Family a priority for those killed in Planned Parenthood shooting

Iraq War veteran Ke’Arre Stewart had just learned he was having a third child when a gunman opened fire at a Planned Parenthood clinic in Colorado Springs, Colorado, his sister says.

He and his girlfriend had just received the news and Stewart was outside trying to get better cell phone reception when the gunman mounted his deadly attack, his sister, Temprest Lloyd, told CNN in a Sunday phone interview. Stewart was one of three people killed Friday by bullets allegedly fired by Robert Dear.

“I guess about 10 to 15 minutes before his life was taken, he just found out he was going to have a baby,” she said.

Lloyd said Stewart texted her while he was at the clinic. She’s since learned from police and the coroner that her brother, a 29-year-old father of two, fell back on his military training and was able to save lives before Dear allegedly took his.

“I see that he was able to tell everybody to get down … so he was able to save a lot of lives and stop other people from possibly losing their lives,” she said. “I know him. I know that’s what he would have naturally done. And after hearing everything, I’m very proud of my brother. He’s an honorable man.”

Stewart has two daughters, 5 and 11, his sister said. They are living in Texas, where Stewart grew up before joining the Army. He was stationed at Fort Carson, just outside Colorado Springs, in 2013 and was discharged from the Army last year, CNN affiliate KKTV reported.

His daughters meant the world to him, said Amburh Butler, a longtime friend who started a gofundme page to raise money for them after the shooting.

Once, she said, Stewart quit a job because his boss wouldn’t give him time off to attend his daughter’s ballet recital.

“I thought that was amazing. A lot of people wouldn’t do that. … That’s probably the best story I can share about him, how he was as a father,” Butler told CNN’s “AC360.”

Stewart wasn’t the only hero in the deadly attacks that left nine people wounded. It was no surprise to anyone who knew him that Officer Garrett Swasey met his end trying to help people. The 44-year-old University of Colorado-Colorado Springs officer rushed to the scene, roughly 10 miles away, to aid his fellow officers who were under fire.

“There was no way any of us could have kept him here,” campus Police Chief Brian McPike said at a Saturday vigil for Swasey. “He was always willing to go. … He had an enthusiasm that was hard to quell.”

That enthusiasm extended to his civilian life. He derived great joy from family and church, where he played guitar and served as an elder, his wife of 17 years said in a statement.

“We will cherish his memory, especially those times he spent tossing the football to his son and snuggling with his daughter on the couch,” Rachel Swasey’s statement said.

Family also meant the world to Jennifer Markovsky. The third victim in Friday’s attack was a Waianae, Hawaii, native who moved to Colorado Springs when the military stationed her husband there, sister-in-law Julia Miller told The Gazette.

Markovsky, 35, enjoyed taking her children, 6 and 10, on hikes and enjoyed baking and arts and crafts, Miller told the paper.

“She lived for her kids,” Miller said.

Markovsky was accompanying a friend who had a Friday appointment at the Colorado Springs clinic, CNN affiliate KHNL reported. The friend was shot in the hand, according to the station.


Write only the number of lines in the entries that hold the string "Kong".
___ MATERIAL FOR THIS EXERCISE ___
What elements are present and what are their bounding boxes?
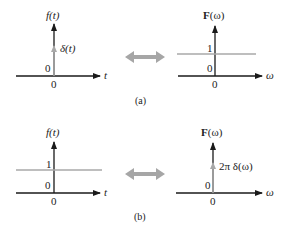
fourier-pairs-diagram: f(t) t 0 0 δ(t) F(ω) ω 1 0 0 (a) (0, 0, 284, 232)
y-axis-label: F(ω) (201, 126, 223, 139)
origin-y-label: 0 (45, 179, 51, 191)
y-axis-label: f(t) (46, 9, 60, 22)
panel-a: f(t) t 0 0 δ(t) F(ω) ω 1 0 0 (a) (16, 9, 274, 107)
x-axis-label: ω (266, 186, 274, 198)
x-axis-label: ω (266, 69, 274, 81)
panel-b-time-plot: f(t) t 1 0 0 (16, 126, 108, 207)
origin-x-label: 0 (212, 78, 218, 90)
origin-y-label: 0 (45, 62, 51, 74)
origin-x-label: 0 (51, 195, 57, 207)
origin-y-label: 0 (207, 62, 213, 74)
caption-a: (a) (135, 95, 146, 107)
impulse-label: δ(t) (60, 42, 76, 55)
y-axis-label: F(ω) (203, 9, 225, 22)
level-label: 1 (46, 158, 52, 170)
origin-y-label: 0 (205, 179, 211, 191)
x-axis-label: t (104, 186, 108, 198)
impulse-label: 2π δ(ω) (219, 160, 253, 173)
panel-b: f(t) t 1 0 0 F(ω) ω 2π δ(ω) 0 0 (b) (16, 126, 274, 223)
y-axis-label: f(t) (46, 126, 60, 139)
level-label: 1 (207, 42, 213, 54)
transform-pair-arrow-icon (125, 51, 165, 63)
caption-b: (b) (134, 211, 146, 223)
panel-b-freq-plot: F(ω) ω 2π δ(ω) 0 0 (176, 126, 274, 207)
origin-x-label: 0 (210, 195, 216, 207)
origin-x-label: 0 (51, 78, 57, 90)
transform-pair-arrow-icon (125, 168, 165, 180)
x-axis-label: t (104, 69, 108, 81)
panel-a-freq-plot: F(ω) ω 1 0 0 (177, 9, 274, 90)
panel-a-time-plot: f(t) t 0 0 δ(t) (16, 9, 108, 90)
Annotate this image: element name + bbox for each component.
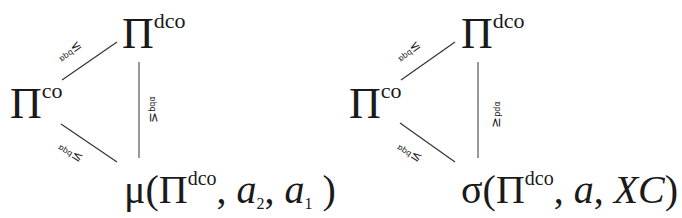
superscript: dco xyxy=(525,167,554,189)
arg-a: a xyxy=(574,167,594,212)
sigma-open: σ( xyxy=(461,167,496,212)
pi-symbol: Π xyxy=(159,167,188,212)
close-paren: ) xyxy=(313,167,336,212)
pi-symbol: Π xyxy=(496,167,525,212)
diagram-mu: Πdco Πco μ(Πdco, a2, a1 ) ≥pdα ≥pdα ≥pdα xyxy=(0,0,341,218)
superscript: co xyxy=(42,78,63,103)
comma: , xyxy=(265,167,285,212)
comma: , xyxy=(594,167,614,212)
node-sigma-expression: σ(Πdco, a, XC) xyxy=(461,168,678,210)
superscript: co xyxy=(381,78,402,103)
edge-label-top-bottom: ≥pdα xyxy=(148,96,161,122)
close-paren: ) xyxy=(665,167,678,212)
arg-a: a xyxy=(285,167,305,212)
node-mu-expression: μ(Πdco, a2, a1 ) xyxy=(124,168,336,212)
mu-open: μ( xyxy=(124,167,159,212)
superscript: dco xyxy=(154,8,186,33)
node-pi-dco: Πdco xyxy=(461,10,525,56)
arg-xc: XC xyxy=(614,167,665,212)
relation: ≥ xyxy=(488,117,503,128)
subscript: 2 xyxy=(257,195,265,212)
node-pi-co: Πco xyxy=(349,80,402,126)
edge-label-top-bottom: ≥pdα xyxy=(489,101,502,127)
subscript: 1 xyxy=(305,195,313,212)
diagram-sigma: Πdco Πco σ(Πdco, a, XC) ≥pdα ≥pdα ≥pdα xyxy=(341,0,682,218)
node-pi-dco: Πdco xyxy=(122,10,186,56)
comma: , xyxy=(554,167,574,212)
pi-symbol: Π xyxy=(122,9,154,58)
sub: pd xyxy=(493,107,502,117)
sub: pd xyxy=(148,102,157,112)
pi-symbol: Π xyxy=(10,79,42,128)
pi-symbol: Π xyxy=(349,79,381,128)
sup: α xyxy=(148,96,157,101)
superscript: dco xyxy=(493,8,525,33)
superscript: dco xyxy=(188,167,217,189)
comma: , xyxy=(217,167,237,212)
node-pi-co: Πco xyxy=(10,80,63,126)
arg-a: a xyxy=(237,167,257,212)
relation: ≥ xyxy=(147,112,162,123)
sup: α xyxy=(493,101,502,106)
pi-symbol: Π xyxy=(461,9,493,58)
___
___ MATERIAL FOR THIS EXERCISE ___
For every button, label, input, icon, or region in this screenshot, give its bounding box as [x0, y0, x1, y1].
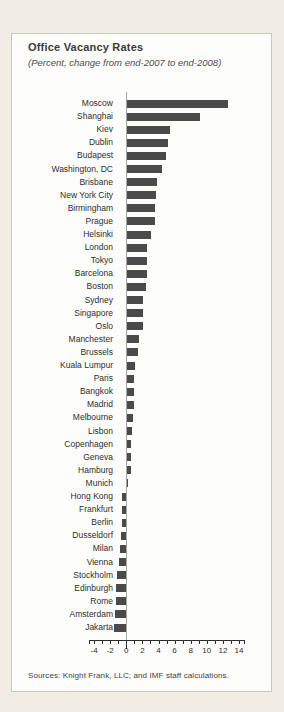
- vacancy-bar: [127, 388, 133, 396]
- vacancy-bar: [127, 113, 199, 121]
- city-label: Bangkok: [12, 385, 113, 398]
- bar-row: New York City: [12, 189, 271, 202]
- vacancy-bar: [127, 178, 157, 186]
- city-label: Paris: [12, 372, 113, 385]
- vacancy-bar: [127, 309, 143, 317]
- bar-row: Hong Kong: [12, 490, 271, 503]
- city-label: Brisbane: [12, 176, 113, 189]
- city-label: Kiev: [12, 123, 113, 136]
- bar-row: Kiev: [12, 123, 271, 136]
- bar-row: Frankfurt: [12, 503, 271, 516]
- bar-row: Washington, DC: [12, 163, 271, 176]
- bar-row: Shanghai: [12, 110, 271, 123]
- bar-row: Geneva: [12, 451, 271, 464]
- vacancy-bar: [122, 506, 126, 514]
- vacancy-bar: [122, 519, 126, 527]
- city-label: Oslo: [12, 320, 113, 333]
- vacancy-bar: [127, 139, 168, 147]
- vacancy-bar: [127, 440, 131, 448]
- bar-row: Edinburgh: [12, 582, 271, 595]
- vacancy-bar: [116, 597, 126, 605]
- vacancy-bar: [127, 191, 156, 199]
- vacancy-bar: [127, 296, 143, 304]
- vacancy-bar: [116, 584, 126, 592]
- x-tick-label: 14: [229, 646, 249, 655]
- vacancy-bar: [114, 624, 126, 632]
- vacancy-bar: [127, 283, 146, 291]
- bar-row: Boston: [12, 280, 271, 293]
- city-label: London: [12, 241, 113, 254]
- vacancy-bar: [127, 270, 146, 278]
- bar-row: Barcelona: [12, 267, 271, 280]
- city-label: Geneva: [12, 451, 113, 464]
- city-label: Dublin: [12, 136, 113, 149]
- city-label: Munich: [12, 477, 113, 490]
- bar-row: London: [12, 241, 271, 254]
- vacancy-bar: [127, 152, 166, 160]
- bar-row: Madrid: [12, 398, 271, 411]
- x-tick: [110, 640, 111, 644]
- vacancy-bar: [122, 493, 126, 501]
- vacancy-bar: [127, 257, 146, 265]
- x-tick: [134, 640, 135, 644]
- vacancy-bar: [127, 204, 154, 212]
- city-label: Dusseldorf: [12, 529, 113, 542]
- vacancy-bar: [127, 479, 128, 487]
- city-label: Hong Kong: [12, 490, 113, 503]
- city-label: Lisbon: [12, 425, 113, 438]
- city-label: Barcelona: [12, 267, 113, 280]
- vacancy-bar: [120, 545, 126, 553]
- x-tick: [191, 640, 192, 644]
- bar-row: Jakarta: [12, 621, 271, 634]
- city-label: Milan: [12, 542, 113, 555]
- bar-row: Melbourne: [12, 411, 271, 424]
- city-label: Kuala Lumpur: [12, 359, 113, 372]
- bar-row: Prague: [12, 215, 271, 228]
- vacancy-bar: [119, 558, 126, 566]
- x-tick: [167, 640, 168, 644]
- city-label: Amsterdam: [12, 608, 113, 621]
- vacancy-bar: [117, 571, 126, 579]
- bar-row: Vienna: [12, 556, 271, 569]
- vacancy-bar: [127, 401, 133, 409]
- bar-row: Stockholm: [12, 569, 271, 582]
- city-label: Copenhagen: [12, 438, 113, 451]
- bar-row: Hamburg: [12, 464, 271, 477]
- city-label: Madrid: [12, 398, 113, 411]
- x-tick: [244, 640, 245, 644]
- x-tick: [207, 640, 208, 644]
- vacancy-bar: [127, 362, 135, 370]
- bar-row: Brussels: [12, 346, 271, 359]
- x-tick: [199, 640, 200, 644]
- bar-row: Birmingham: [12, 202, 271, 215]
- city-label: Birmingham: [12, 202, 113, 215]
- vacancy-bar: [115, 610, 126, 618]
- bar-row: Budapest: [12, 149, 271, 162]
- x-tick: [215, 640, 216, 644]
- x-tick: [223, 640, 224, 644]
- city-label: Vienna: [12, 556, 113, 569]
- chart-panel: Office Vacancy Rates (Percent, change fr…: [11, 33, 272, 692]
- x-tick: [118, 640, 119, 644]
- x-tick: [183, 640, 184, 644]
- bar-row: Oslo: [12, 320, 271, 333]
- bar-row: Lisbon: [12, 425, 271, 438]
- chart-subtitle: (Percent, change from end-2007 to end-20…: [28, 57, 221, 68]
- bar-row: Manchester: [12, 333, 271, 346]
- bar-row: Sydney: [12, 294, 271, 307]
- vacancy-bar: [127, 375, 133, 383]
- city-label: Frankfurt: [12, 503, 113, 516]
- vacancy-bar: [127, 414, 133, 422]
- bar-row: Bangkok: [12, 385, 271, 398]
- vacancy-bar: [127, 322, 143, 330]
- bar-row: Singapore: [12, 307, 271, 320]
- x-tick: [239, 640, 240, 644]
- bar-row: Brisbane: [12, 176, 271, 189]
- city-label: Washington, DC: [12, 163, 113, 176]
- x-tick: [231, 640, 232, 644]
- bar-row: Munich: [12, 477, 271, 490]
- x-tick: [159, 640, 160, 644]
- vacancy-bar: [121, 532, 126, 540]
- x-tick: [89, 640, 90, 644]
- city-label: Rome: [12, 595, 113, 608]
___
___ MATERIAL FOR THIS EXERCISE ___
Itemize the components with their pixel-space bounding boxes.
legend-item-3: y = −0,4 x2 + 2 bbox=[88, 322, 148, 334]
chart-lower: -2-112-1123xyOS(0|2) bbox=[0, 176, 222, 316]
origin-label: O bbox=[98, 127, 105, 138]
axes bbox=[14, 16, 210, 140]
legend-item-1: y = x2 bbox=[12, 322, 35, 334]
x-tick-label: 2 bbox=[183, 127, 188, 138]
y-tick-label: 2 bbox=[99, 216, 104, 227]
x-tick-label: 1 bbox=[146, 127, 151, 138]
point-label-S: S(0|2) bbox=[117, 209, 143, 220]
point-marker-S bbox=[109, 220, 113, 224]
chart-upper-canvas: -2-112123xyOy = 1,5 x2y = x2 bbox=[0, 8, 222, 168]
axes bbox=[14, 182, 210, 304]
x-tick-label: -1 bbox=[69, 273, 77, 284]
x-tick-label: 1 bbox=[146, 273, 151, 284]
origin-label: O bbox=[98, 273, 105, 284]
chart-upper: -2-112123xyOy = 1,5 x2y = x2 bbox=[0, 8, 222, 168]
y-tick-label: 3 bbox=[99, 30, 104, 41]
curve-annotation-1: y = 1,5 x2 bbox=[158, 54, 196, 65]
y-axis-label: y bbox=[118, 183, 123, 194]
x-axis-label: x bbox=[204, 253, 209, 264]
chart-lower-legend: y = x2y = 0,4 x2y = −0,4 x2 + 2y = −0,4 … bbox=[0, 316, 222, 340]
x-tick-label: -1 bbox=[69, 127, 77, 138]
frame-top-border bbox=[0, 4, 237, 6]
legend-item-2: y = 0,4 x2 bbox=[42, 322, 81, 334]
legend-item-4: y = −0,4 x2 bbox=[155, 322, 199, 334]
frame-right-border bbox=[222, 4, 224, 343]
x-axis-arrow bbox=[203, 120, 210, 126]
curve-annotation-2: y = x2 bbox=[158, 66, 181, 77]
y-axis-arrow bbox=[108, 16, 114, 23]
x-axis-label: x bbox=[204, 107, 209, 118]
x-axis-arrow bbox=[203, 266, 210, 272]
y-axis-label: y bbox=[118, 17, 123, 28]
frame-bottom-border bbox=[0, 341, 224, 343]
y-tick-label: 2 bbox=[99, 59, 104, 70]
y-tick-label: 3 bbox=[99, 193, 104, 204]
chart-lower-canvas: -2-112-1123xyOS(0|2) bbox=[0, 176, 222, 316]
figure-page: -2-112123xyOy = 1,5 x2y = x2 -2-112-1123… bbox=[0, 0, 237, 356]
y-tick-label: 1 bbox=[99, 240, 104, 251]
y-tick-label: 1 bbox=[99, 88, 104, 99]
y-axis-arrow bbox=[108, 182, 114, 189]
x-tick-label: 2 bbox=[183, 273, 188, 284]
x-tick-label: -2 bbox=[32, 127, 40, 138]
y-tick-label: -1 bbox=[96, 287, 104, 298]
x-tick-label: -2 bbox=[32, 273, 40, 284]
___
WRITTEN REPLY: 2